Any one of those can turn PSKY’s tape from “fundamentals” to “deal odds” in a heartbeat.

The big risks PSKY investors are pricing in

Even supporters of Paramount’s strategy usually acknowledge the risks are real and not cosmetic:

  • Regulatory risk: Reuters notes both deal paths could face significant antitrust scrutiny, and the political climate around media consolidation can add unpredictability.
  • Financing and leverage: Even with a guarantee, markets care about the total capital structure—especially in media, where legacy TV declines can pressure cash flows.
  • Execution risk: Integrating major media assets, aligning streaming strategies, and rationalizing costs without harming content engines is notoriously hard. (This is less a “Paramount problem” than a “media is a knife-fight” problem.) Paramount+1
  • Deal distraction: Pursuing a blockbuster acquisition can pull focus from Paramount’s ongoing operational turnaround and streaming economics.
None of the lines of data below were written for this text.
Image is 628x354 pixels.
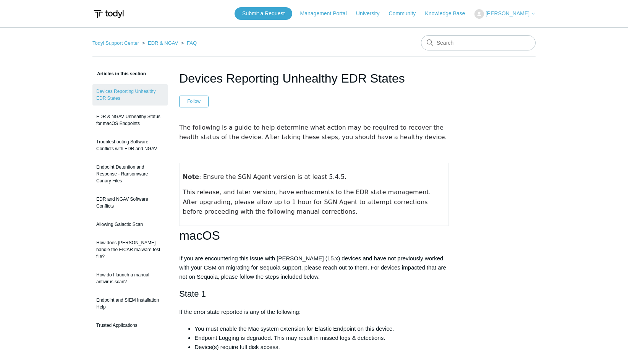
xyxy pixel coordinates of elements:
[92,40,139,46] a: Todyl Support Center
[92,135,168,156] a: Troubleshooting Software Conflicts with EDR and NGAV
[195,342,449,352] li: Device(s) require full disk access.
[148,40,178,46] a: EDR & NGAV
[141,40,180,46] li: EDR & NGAV
[92,7,125,21] img: Todyl Support Center Help Center home page
[389,10,424,18] a: Community
[421,35,536,50] input: Search
[300,10,355,18] a: Management Portal
[179,307,449,316] p: If the error state reported is any of the following:
[92,217,168,232] a: Allowing Galactic Scan
[179,69,449,88] h1: Devices Reporting Unhealthy EDR States
[425,10,473,18] a: Knowledge Base
[92,84,168,105] a: Devices Reporting Unhealthy EDR States
[92,318,168,333] a: Trusted Applications
[92,40,141,46] li: Todyl Support Center
[183,188,433,215] span: This release, and later version, have enhacments to the EDR state management. After upgrading, pl...
[180,40,197,46] li: FAQ
[183,173,199,180] strong: Note
[179,254,449,281] p: If you are encountering this issue with [PERSON_NAME] (15.x) devices and have not previously work...
[356,10,387,18] a: University
[92,71,146,76] span: Articles in this section
[92,293,168,314] a: Endpoint and SIEM Installation Help
[179,124,447,141] span: The following is a guide to help determine what action may be required to recover the health stat...
[179,226,449,245] h1: macOS
[92,192,168,213] a: EDR and NGAV Software Conflicts
[486,10,530,16] span: [PERSON_NAME]
[475,9,536,19] button: [PERSON_NAME]
[92,109,168,131] a: EDR & NGAV Unhealthy Status for macOS Endpoints
[235,7,292,20] a: Submit a Request
[92,235,168,264] a: How does [PERSON_NAME] handle the EICAR malware test file?
[195,333,449,342] li: Endpoint Logging is degraded. This may result in missed logs & detections.
[195,324,449,333] li: You must enable the Mac system extension for Elastic Endpoint on this device.
[179,287,449,300] h2: State 1
[92,268,168,289] a: How do I launch a manual antivirus scan?
[183,173,347,180] span: : Ensure the SGN Agent version is at least 5.4.5.
[187,40,197,46] a: FAQ
[179,96,209,107] button: Follow Article
[92,160,168,188] a: Endpoint Detention and Response - Ransomware Canary Files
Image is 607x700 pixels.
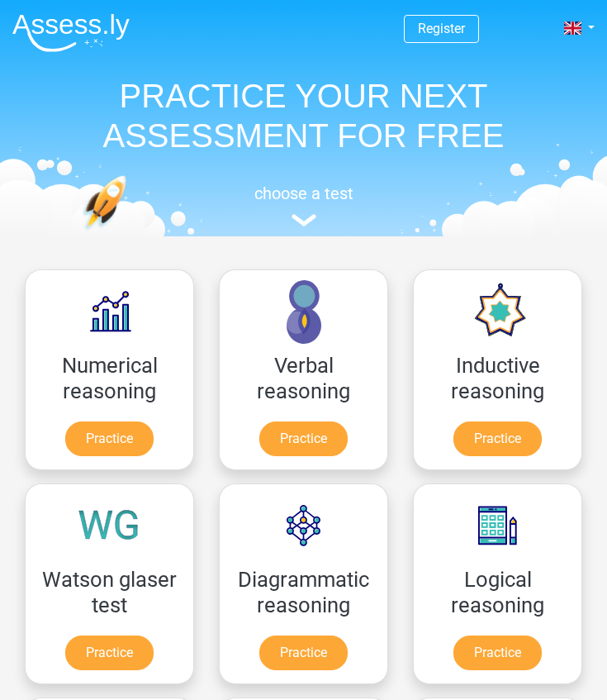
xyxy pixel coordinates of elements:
[12,183,595,204] h5: choose a test
[453,421,542,456] a: Practice
[12,13,130,52] img: Assessly
[66,421,154,456] a: Practice
[66,636,154,670] a: Practice
[291,214,316,227] img: assessment
[12,183,595,227] a: choose a test
[453,636,542,670] a: Practice
[259,421,348,456] a: Practice
[12,76,595,156] h1: PRACTICE YOUR NEXT ASSESSMENT FOR FREE
[418,20,465,36] a: Register
[82,175,176,290] img: practice
[259,636,348,670] a: Practice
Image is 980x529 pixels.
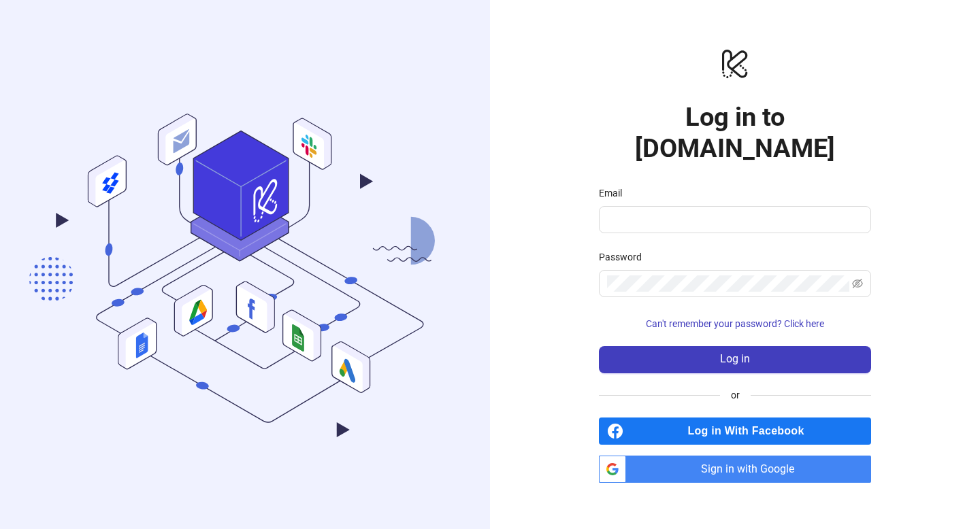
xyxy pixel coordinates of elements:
label: Email [598,185,631,201]
a: Can't remember your password? Click here [598,318,871,330]
span: Can't remember your password? Click here [645,318,824,330]
input: Password [607,275,849,292]
button: Can't remember your password? Click here [598,314,871,335]
span: or [720,388,751,403]
span: Log in With Facebook [629,418,871,445]
a: Log in With Facebook [598,418,871,445]
a: Sign in with Google [598,456,871,483]
span: Sign in with Google [631,456,871,483]
input: Email [607,212,860,228]
span: eye-invisible [852,279,863,289]
label: Password [598,250,650,264]
span: Log in [720,353,750,365]
button: Log in [598,346,871,373]
h1: Log in to [DOMAIN_NAME] [598,101,871,164]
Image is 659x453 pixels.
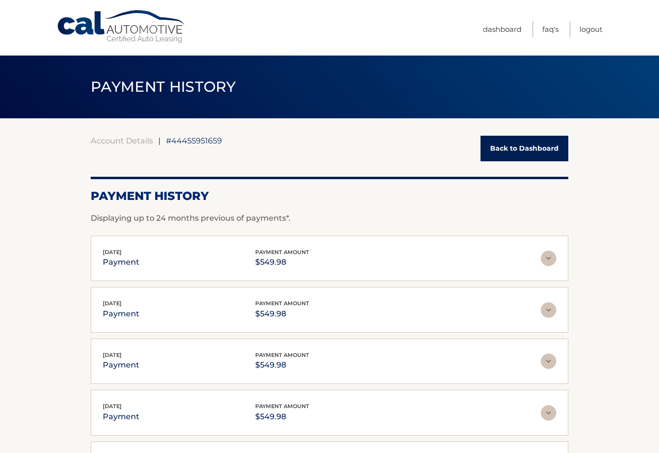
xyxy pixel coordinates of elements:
[255,410,309,423] p: $549.98
[103,358,140,372] p: payment
[91,212,569,224] p: Displaying up to 24 months previous of payments*.
[483,21,522,37] a: Dashboard
[481,136,569,161] a: Back to Dashboard
[56,10,187,44] a: Cal Automotive
[541,353,557,369] img: accordion-rest.svg
[255,300,309,307] span: payment amount
[91,136,153,145] a: Account Details
[103,410,140,423] p: payment
[541,405,557,420] img: accordion-rest.svg
[91,78,236,96] span: PAYMENT HISTORY
[91,189,569,203] h2: Payment History
[103,351,122,358] span: [DATE]
[543,21,559,37] a: FAQ's
[103,300,122,307] span: [DATE]
[103,307,140,321] p: payment
[255,358,309,372] p: $549.98
[166,136,222,145] span: #44455951659
[255,307,309,321] p: $549.98
[103,249,122,255] span: [DATE]
[541,302,557,318] img: accordion-rest.svg
[541,251,557,266] img: accordion-rest.svg
[103,403,122,409] span: [DATE]
[255,255,309,269] p: $549.98
[103,255,140,269] p: payment
[580,21,603,37] a: Logout
[255,403,309,409] span: payment amount
[158,136,161,145] span: |
[255,351,309,358] span: payment amount
[255,249,309,255] span: payment amount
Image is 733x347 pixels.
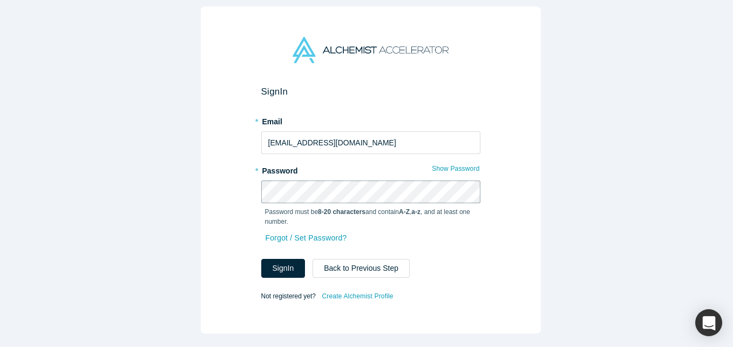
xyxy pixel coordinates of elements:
[261,161,481,177] label: Password
[313,259,410,278] button: Back to Previous Step
[261,112,481,127] label: Email
[412,208,421,215] strong: a-z
[318,208,366,215] strong: 8-20 characters
[261,86,481,97] h2: Sign In
[261,259,306,278] button: SignIn
[265,207,477,226] p: Password must be and contain , , and at least one number.
[293,37,448,63] img: Alchemist Accelerator Logo
[265,228,348,247] a: Forgot / Set Password?
[321,289,394,303] a: Create Alchemist Profile
[261,292,316,300] span: Not registered yet?
[431,161,480,176] button: Show Password
[399,208,410,215] strong: A-Z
Bottom line: Paramount Skydance stock is trading on deal probability—not just fundamentals

On Dec. 23, 2025, Paramount Skydance Corporation stock (PSKY) is being driven by a single dominant narrative: can David Ellison’s Paramount pry WBD away from Netflix by improving “deal certainty” without raising price?

So far, the company has answered that challenge with a dramatic credibility signal—Larry Ellison’s $40.4B personal guarantee—and with revised terms designed to neutralize objections about the trust structure and termination fees.

But today’s reporting also makes clear that at least some influential shareholders still want more incentive, and WBD’s board hasn’t budged from its current posture.

For PSKY investors, that means volatility is not a bug—it’s the feature. Until this contest resolves, PSKY stock will behave like a living forecast of the deal’s odds, recalibrated headline by headline.